A pocket-sized powerhouse of British gymnastics, she stormed the 2014 Commonwealth Games with four gold medals and helped usher in a new team era.
Claudia Fragapane captured four gold medals at the 2014 Commonwealth Games in Glasgow—team, all-around, floor exercise, and vault. At just 4'5", she became the first English woman to win four golds at a single Commonwealth Games in over 80 years. In 2015, she helped Great Britain win its first-ever women's team medal at the World Championships, a bronze. She added an individual world bronze on floor in 2017. Fragapane's career, though challenged by injuries, demonstrated that elite gymnastics was no longer the sole domain of willowy athletes. Born in 1997, she celebrated dynamism in a compact frame during a transformative period for British women's gymnastics.
1997–2012
Born into smartphones, social media, and school shootings. The most diverse generation in history. Pragmatic about money, fluid about identity, anxious about the climate. They do not remember a world before the internet.
Claudia was born in 1997, placing them squarely in the Generation Z. The events that shaped this generation — social media, climate anxiety, and a pandemic — shaped the world they entered and the choices available to them.
The biggest hits of 1997
#1 Movie
Titanic
Best Picture
Titanic
#1 TV Show
ER
The world at every milestone
Princess Diana dies in Paris car crash; Harry Potter published
Euro currency enters circulation
Deepwater Horizon oil spill; iPad launched
Edward Snowden reveals NSA surveillance programs
Paris climate agreement; same-sex marriage legalized in the US
Royal wedding of Harry and Meghan; Parkland shooting
She is of Italian descent, with her grandparents having moved to the UK from Sicily.
Fragapane appeared on the UK television show 'Strictly Come Dancing' (the British version of 'Dancing with the Stars') in 2016.
She has a signature move on floor exercise named after her, 'The Fragapane', which is a double Arabian somersault.
She was coached by the same coach, Helen Potter, from the age of six through her elite career.
“My height never defined my gymnastics; my power did.”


Description of the task
From top to bottom, return the records that follow exactly.

Start of Data to examine

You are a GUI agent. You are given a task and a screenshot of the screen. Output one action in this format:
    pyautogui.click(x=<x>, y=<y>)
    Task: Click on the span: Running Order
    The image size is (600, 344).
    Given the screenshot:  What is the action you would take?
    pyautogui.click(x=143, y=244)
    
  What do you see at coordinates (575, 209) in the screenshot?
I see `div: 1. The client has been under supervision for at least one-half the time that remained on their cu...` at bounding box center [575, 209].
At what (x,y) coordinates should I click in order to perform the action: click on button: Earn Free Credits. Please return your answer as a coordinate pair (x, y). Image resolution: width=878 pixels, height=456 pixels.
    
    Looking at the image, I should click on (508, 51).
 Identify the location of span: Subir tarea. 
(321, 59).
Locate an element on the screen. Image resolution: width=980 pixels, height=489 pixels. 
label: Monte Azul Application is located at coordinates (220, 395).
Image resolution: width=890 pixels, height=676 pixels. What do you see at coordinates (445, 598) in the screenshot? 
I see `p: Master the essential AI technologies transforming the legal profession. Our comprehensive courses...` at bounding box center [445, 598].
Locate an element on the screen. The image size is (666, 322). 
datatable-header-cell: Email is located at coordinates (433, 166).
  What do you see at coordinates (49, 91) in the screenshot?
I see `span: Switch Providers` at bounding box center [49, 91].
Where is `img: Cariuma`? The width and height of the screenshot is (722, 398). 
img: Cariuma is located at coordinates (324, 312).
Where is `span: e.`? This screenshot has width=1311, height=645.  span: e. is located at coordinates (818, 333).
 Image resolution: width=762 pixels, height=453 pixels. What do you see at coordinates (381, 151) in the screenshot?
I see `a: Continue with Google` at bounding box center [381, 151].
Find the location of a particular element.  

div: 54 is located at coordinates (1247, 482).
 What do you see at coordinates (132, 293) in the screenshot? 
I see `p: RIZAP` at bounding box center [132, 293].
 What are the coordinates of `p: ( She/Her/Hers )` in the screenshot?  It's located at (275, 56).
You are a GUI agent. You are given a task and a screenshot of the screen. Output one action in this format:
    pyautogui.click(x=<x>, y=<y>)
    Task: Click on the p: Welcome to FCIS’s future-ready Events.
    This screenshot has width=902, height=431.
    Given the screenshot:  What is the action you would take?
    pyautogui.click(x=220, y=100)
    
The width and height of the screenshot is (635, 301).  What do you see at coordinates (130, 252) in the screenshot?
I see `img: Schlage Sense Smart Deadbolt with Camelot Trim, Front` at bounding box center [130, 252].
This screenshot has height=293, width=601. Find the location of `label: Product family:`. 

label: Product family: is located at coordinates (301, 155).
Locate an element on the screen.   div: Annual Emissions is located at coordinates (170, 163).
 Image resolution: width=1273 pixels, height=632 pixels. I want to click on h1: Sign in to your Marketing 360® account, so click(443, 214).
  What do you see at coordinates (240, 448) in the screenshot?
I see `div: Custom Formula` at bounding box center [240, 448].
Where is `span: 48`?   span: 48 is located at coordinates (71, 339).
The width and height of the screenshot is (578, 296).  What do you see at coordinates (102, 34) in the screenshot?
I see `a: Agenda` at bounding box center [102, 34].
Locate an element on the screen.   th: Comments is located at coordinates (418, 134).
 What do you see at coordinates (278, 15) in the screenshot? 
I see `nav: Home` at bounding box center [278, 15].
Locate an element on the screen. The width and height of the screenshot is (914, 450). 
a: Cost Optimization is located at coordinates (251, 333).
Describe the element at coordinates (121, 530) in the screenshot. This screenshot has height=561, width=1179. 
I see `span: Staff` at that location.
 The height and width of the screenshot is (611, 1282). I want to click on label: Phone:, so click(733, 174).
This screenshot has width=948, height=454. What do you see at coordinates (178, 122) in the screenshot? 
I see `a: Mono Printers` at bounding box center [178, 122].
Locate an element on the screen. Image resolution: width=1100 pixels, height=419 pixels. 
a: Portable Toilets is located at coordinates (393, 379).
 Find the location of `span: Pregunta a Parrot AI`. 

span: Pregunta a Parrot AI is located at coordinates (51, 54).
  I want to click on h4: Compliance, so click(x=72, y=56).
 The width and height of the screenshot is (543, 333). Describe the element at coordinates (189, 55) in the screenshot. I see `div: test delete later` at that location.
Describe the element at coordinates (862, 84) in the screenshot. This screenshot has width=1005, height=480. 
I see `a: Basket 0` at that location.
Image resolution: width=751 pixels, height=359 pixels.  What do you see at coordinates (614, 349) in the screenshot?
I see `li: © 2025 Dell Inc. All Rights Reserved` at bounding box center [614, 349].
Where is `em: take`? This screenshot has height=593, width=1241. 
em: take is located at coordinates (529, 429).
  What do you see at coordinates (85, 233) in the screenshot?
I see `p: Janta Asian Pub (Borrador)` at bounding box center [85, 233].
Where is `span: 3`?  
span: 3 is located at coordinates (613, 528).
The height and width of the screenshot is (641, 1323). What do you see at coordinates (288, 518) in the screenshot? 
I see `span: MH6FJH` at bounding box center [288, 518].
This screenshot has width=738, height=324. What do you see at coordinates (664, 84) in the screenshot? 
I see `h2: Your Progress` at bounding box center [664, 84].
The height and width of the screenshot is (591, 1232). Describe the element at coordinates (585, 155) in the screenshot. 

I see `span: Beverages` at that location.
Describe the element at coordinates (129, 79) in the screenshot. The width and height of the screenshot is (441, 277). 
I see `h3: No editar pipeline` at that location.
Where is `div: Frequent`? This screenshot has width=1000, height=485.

End of Data to examine

Solution
You are a GUI agent. You are given a task and a screenshot of the screen. Output one action in this format:
    pyautogui.click(x=<x>, y=<y>)
    Task: Click on the span: Running Order
    The image size is (600, 344).
    Given the screenshot:  What is the action you would take?
    pyautogui.click(x=143, y=244)
    
  What do you see at coordinates (575, 209) in the screenshot?
I see `div: 1. The client has been under supervision for at least one-half the time that remained on their cu...` at bounding box center [575, 209].
At what (x,y) coordinates should I click in order to perform the action: click on button: Earn Free Credits. Please return your answer as a coordinate pair (x, y). Image resolution: width=878 pixels, height=456 pixels.
    
    Looking at the image, I should click on (508, 51).
 Identify the location of span: Subir tarea. 
(321, 59).
Locate an element on the screen. Image resolution: width=980 pixels, height=489 pixels. 
label: Monte Azul Application is located at coordinates (220, 395).
Image resolution: width=890 pixels, height=676 pixels. What do you see at coordinates (445, 598) in the screenshot? 
I see `p: Master the essential AI technologies transforming the legal profession. Our comprehensive courses...` at bounding box center [445, 598].
Locate an element on the screen. The image size is (666, 322). 
datatable-header-cell: Email is located at coordinates (433, 166).
  What do you see at coordinates (49, 91) in the screenshot?
I see `span: Switch Providers` at bounding box center [49, 91].
Where is `img: Cariuma`? The width and height of the screenshot is (722, 398). 
img: Cariuma is located at coordinates (324, 312).
Where is `span: e.`? This screenshot has width=1311, height=645.  span: e. is located at coordinates (818, 333).
 Image resolution: width=762 pixels, height=453 pixels. What do you see at coordinates (381, 151) in the screenshot?
I see `a: Continue with Google` at bounding box center [381, 151].
Find the location of a particular element.  

div: 54 is located at coordinates (1247, 482).
 What do you see at coordinates (132, 293) in the screenshot? 
I see `p: RIZAP` at bounding box center [132, 293].
 What are the coordinates of `p: ( She/Her/Hers )` in the screenshot?  It's located at (275, 56).
You are a GUI agent. You are given a task and a screenshot of the screen. Output one action in this format:
    pyautogui.click(x=<x>, y=<y>)
    Task: Click on the p: Welcome to FCIS’s future-ready Events.
    This screenshot has width=902, height=431.
    Given the screenshot:  What is the action you would take?
    pyautogui.click(x=220, y=100)
    
The width and height of the screenshot is (635, 301).  What do you see at coordinates (130, 252) in the screenshot?
I see `img: Schlage Sense Smart Deadbolt with Camelot Trim, Front` at bounding box center [130, 252].
This screenshot has height=293, width=601. Find the location of `label: Product family:`. 

label: Product family: is located at coordinates (301, 155).
Locate an element on the screen.   div: Annual Emissions is located at coordinates (170, 163).
 Image resolution: width=1273 pixels, height=632 pixels. I want to click on h1: Sign in to your Marketing 360® account, so click(443, 214).
  What do you see at coordinates (240, 448) in the screenshot?
I see `div: Custom Formula` at bounding box center [240, 448].
Where is `span: 48`?   span: 48 is located at coordinates (71, 339).
The width and height of the screenshot is (578, 296).  What do you see at coordinates (102, 34) in the screenshot?
I see `a: Agenda` at bounding box center [102, 34].
Locate an element on the screen.   th: Comments is located at coordinates (418, 134).
 What do you see at coordinates (278, 15) in the screenshot? 
I see `nav: Home` at bounding box center [278, 15].
Locate an element on the screen. The width and height of the screenshot is (914, 450). 
a: Cost Optimization is located at coordinates (251, 333).
Describe the element at coordinates (121, 530) in the screenshot. This screenshot has height=561, width=1179. 
I see `span: Staff` at that location.
 The height and width of the screenshot is (611, 1282). I want to click on label: Phone:, so click(733, 174).
This screenshot has width=948, height=454. What do you see at coordinates (178, 122) in the screenshot? 
I see `a: Mono Printers` at bounding box center [178, 122].
Locate an element on the screen. Image resolution: width=1100 pixels, height=419 pixels. 
a: Portable Toilets is located at coordinates (393, 379).
 Find the location of `span: Pregunta a Parrot AI`. 

span: Pregunta a Parrot AI is located at coordinates (51, 54).
  I want to click on h4: Compliance, so click(x=72, y=56).
 The width and height of the screenshot is (543, 333). Describe the element at coordinates (189, 55) in the screenshot. I see `div: test delete later` at that location.
Describe the element at coordinates (862, 84) in the screenshot. This screenshot has width=1005, height=480. 
I see `a: Basket 0` at that location.
Image resolution: width=751 pixels, height=359 pixels.  What do you see at coordinates (614, 349) in the screenshot?
I see `li: © 2025 Dell Inc. All Rights Reserved` at bounding box center [614, 349].
Where is `em: take`? This screenshot has height=593, width=1241. 
em: take is located at coordinates (529, 429).
  What do you see at coordinates (85, 233) in the screenshot?
I see `p: Janta Asian Pub (Borrador)` at bounding box center [85, 233].
Where is `span: 3`?  
span: 3 is located at coordinates (613, 528).
The height and width of the screenshot is (641, 1323). What do you see at coordinates (288, 518) in the screenshot? 
I see `span: MH6FJH` at bounding box center [288, 518].
This screenshot has width=738, height=324. What do you see at coordinates (664, 84) in the screenshot? 
I see `h2: Your Progress` at bounding box center [664, 84].
The height and width of the screenshot is (591, 1232). Describe the element at coordinates (585, 155) in the screenshot. 

I see `span: Beverages` at that location.
Describe the element at coordinates (129, 79) in the screenshot. The width and height of the screenshot is (441, 277). 
I see `h3: No editar pipeline` at that location.
Where is `div: Frequent`? This screenshot has width=1000, height=485.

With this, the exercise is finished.